Start your day right with wonder, fiber, black coffee, and sunshine.
1/14/2018
Scrabble eggs and bacon
The second grader held the plastic fork in front of his eye and squinted. His teacher suggested he wouldn't want to poke his eye out, and moved the fork away. The little boy held the fork back up to his eye. This time the teacher asked why. "I'm putting her in jail," he said, pointing at the little girl sitting on the other side of the cafeteria table.
Is that brilliant?! So very useful in these trying times. I've been practicing for the next time I watch the news.
It would not work with a spork, the utensil of my sons' school lunch years. Glad kids get knife, fork, and spoon nowadays.
And speaking of sporks, a deceptively brilliant coworker complemented my new coffee cup while we were not riding in the elevator. "There's a name for that thing," he said. "Huh?," I said. "That thing around the cup," he said, "There's a name for it." Then he pushed the floor button, and the elevator was not as slow as it seemed.

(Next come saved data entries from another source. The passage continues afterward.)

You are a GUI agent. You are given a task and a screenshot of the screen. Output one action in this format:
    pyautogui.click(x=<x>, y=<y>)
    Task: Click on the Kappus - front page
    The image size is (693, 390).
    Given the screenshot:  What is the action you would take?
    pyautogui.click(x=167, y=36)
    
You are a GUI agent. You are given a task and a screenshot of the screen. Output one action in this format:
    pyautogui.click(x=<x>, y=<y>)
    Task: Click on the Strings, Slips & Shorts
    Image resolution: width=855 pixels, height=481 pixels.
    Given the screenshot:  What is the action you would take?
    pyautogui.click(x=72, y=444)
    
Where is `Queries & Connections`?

As soon as he could look it up, he reported back. "Zarf. It's a zarf." "Is that like a spork, like a scarf for ....... for coffee?," I asked. He was smart enough to push the elevator button, but did not know the word origin.

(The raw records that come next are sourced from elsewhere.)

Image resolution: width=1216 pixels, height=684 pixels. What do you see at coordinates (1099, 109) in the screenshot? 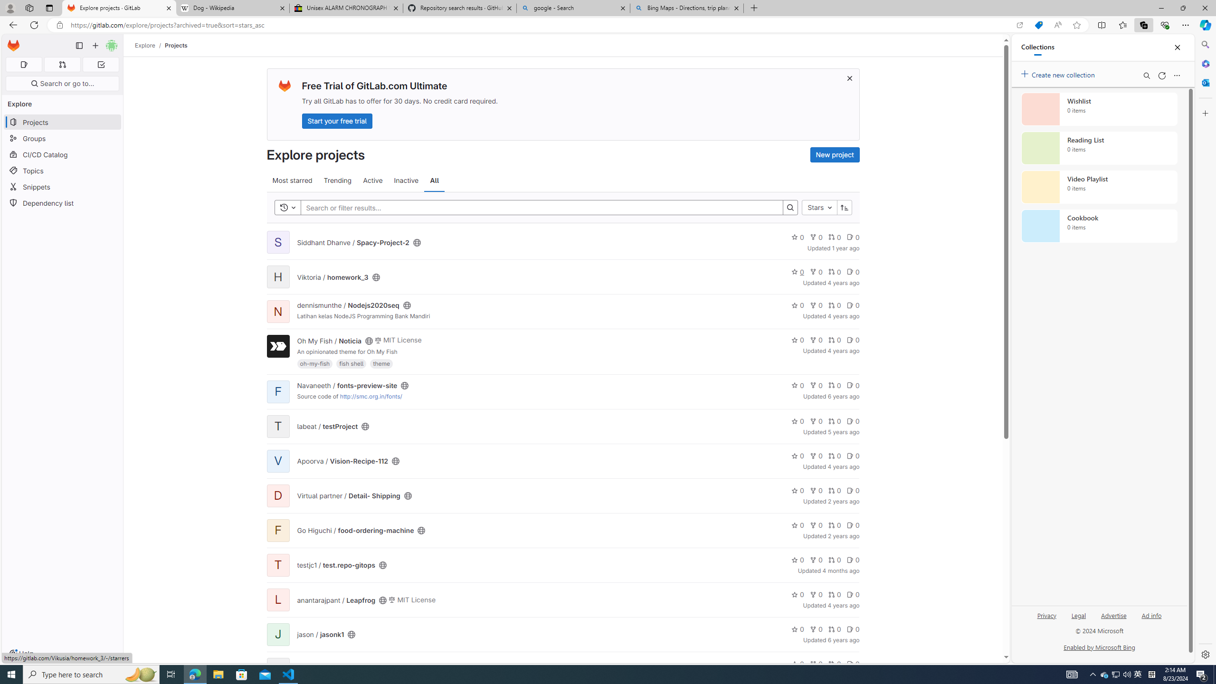
I see `Wishlist collection, 0 items` at bounding box center [1099, 109].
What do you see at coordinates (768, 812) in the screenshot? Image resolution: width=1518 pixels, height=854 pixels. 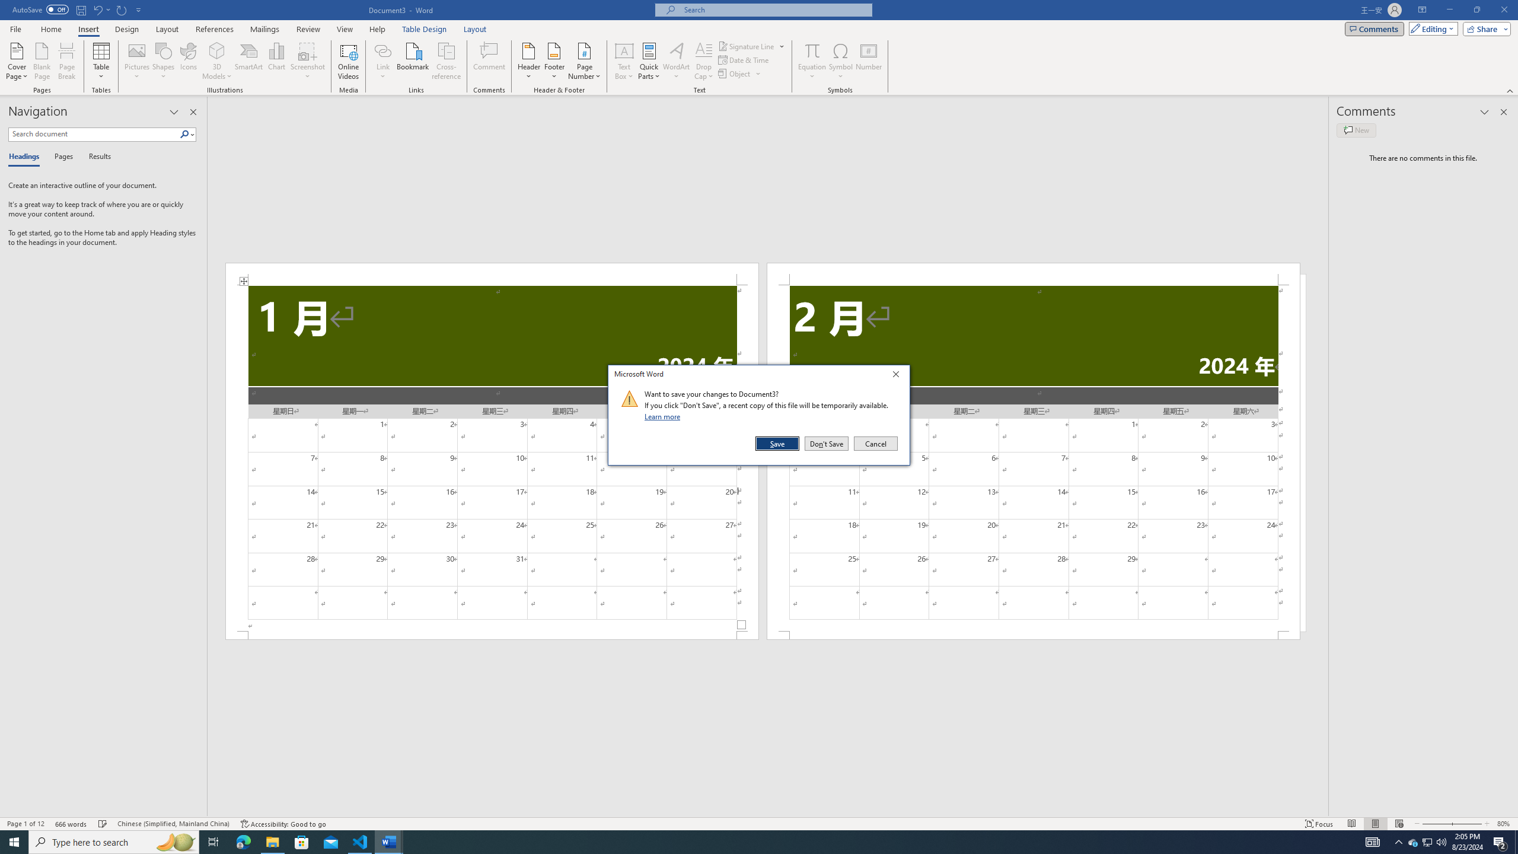 I see `Class: NetUIScrollBar` at bounding box center [768, 812].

Apparently zarfs are a thing, and way beyond Starbucks. Without knowing their name, I spotted some in an easy-to-knit book. The word is Turkish or Arabic dating from 1836 and meaning "vessel", and it's worth a lot of points in Scrabble. True, you would think many of the folks you see on the news would be in hot water. The idiom "to be hot water" may or may not date from the Middle Ages and trial by ordeal. We can be sure that watching the news is an ordeal.